Well, she’d convinced them. In the end the whole world had been convinced, or at least the people in high places, the decision makers, had been. Foundations, individuals, the treasuries of three great nations (and smaller amounts from dozens of smaller treasuries) had come together to meet the staggering bills for this event. It was paying off, though. The free-flying race in that old lunar lava tube had successfully sparked a trickle of actual lunar tourism. Now this new event already owned the biggest audience in history. And the big boys were already commissioning their prospector vessels, many of them solar-sail-driven themselves, to begin to investigate the raw material wealth of the solar system.
And here was young Natasha de Soyza Subramanian, right in the middle of it all!

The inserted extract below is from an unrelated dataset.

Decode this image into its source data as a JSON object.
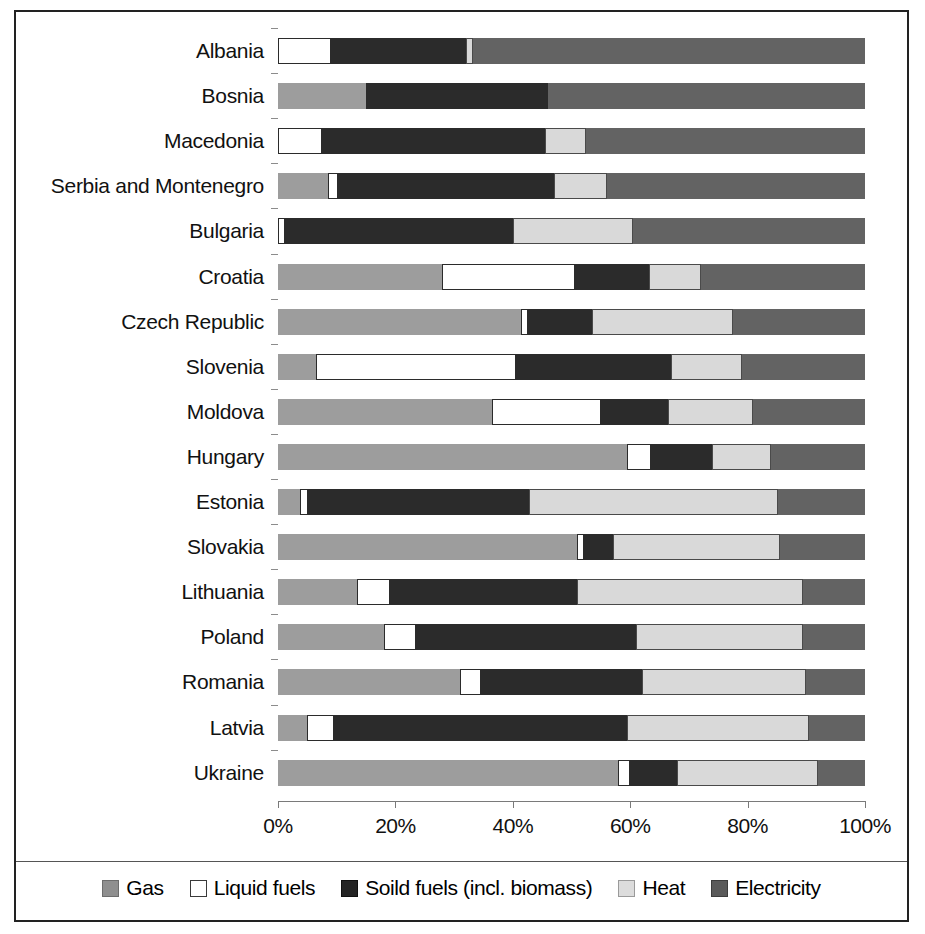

Diana had made a good start. Now Natasha had time to take a look at the opposition. For starters she shrugged out of most of her clothing, since there was no one else around to see. Then, moving very cautiously—there were shock absorbers between her control capsule and the delicate rigging of the sail, but Natasha was determined to take no risks at all—she stationed herself at the periscope.